Here's the latest version

With different shades to pick from:

Screenshot 2022-01-24 at 15 16 15 Screenshot 2022-01-24 at 15 43 49
GemCopeland commented 2 years ago

Thank you so much for your work on this @janbaykara! It's looking so so much better. Of the two options above, I prefer the second one.

janbaykara commented 2 years ago

Cheers Gemma! I've submitted this for inclusion on the live website at #129 as it sounds like this is uncontroversially better. After it's deployed, there'll be a chance to see this live in the wild.

colombinary commented 2 years ago

Awesome! Looking forward to seeing this live :)

colombinary commented 2 years ago

I'm not sure if this update is live yet? I'm not seeing the pixelated effect. We can also discuss this more in the meeting on the 9th to streamline.
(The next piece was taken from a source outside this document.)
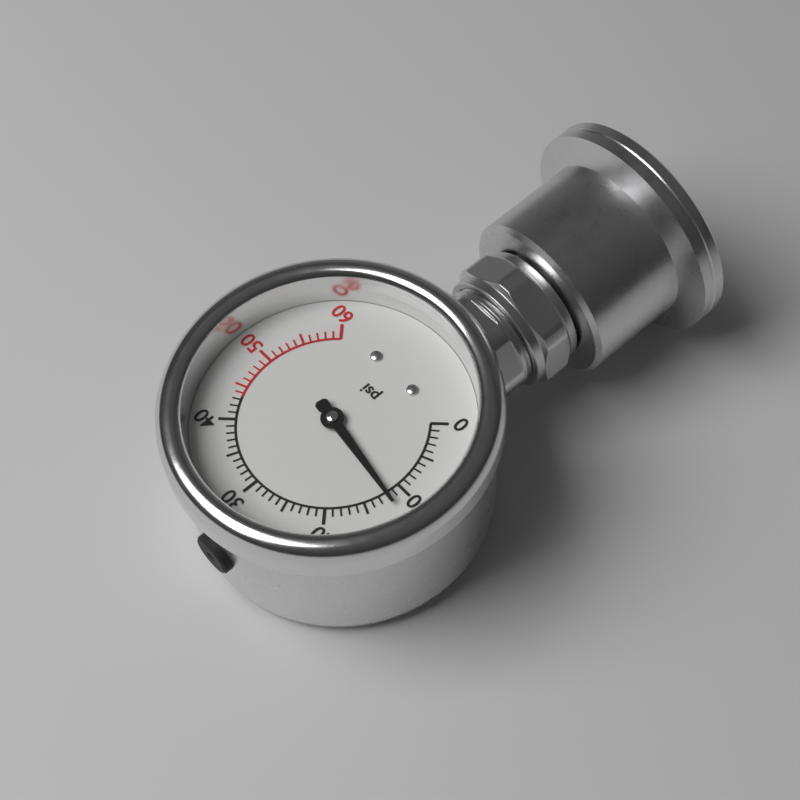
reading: 12 psi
In case this is updated, I do see an issue with tags that are removed from posts but they still seem to show up on the homepage currently. At some point I added an entry with a bunch of fruits as tags. I removed that entry a while ago but the tags still appear on the homepage. I think the same thing is happening with some of the test-tags, although some of them may be added from the backend. Not sure if this is already know, just adding a note here to be sure :).

janbaykara commented 2 years ago

@colombinary I think you might need to hard refresh the page! It is live and I'm seeing it.
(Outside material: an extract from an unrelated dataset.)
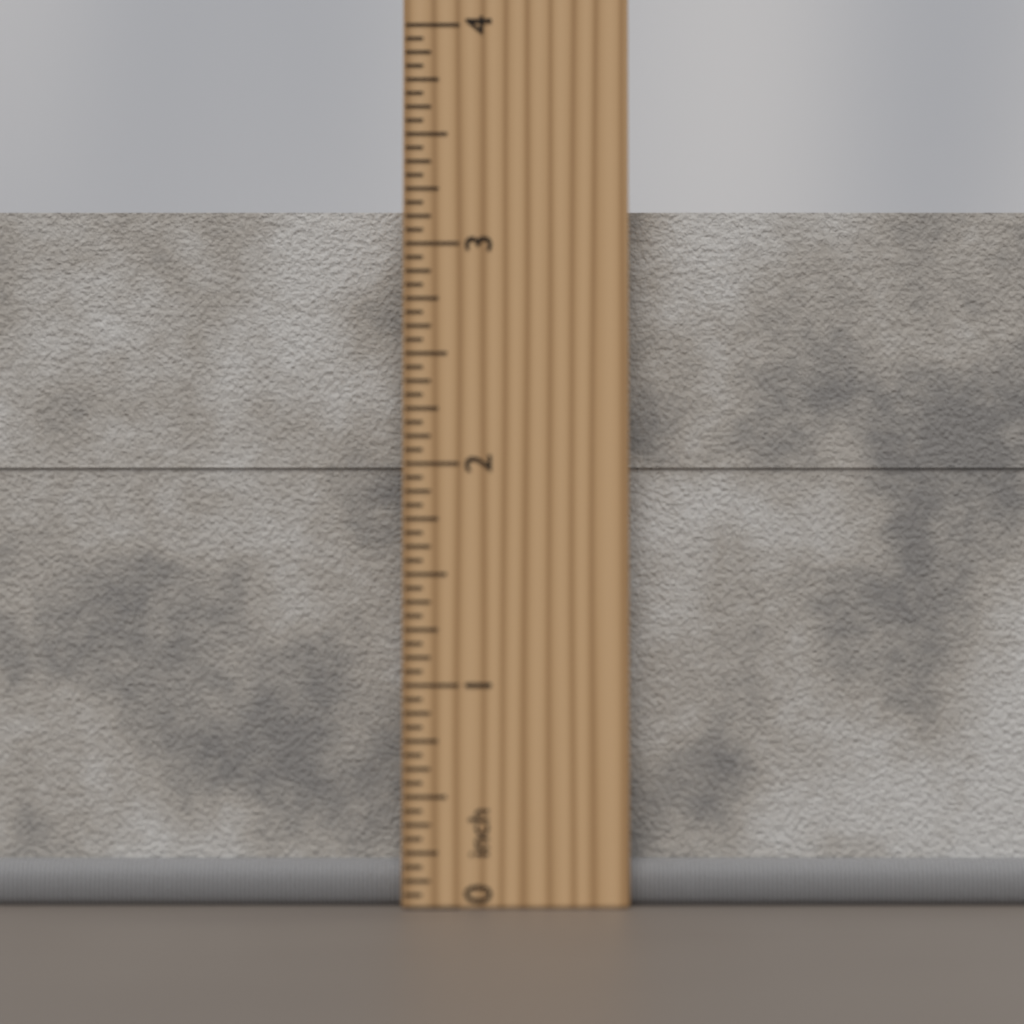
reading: 3.1875 inch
I am seeing this issue of old tags showing up. I will create a new issue about this. Thanks for reporting!

colombinary commented 2 years ago

We have an administrative question regarding the tags: is there any place in the code where we can see the tags collected all together? If yes, could you point us towards where we can find it.
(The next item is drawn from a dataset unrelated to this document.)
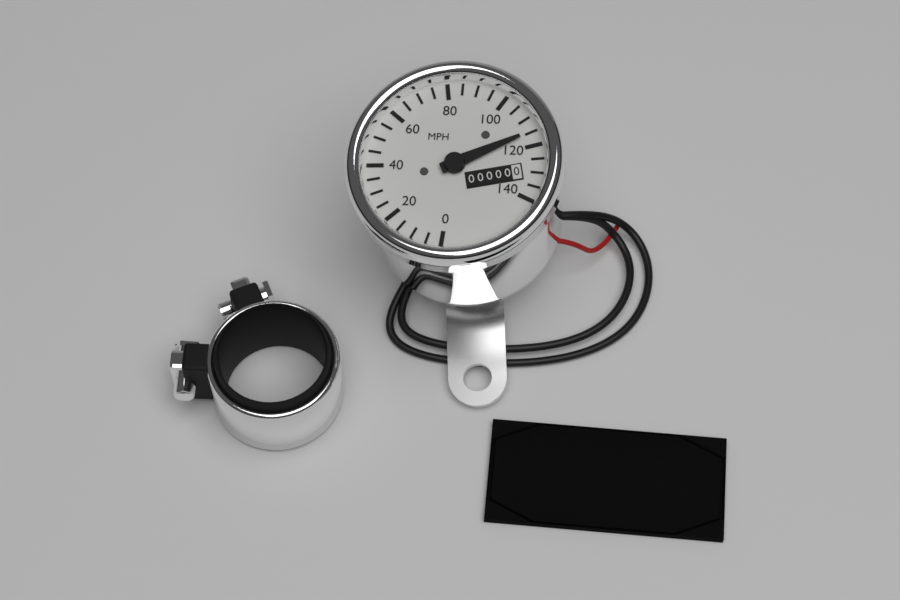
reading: 115 MPH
We would like to occasionally export the tags of the Atlas (copy paste them as a list or put them in a .csv) to use them with other kinds of research on the project. So far we found the filter panel gives an overview, but this panel is separated per wayfinding device so it doesn't show all the tags.

JGabrys commented 2 years ago

Thanks for this, Michelle, and just to add we were also wondering if it is possible to edit the SF Atlas tags (for instance, if we have acoustic and Acoustics as we do now, can we edit and merge these in any way so it propagates across the site?).

janbaykara commented 2 years ago

@colombinary yes this is doable.

@JGabrys it is possible to edit the name of a tag and to delete tags (via the link above), but there is currently no merge functionality. In the future we could add functionality for merging tags.

janbaykara commented 2 years ago

@colombinary I have set up a Google Sheet which pulls in the tags (and page counts) so you can copy / paste / export to CSV easily. I hope this works as an interim solution!

https://docs.google.com/spreadsheets/d/1PCsOh00RO1N_9H5GeLjoY4nzjJnHS8rmVAZIw0pEKUY/edit?usp=sharing

For team documentation, this is running through a free tier syncing solution, via my jan@commonknowledge login: https://app.hightouch.io/smart-forests-atlas/syncs/29714

colombinary commented 2 years ago

This is great, thanks for setting this up. I am seeing that on the 'snippets' page, many of the test-tags are still on this list, while they are already cleaned up from the tag cloud and Atlas content pages. Does this mean that any deleted tags from the Atlas are still stored in this list?

janbaykara commented 2 years ago

Tags, when removed from a page, continue to exist in the database as independent entities. But they generally will only show up when relevant; say, in tag filter panels if there are pages with this tag, or in the tag cloud if there are pages with this tag. So in practice this isn't a problem. They will continue to be recommended when you type into the tag input box though. You are free to delete old tags you no longer want in the system, and you can use the Google Sheet's "page count" column to identify the ones that you can safely delete.

colombinary commented 2 years ago

Thanks for clarifying, this is very helpful!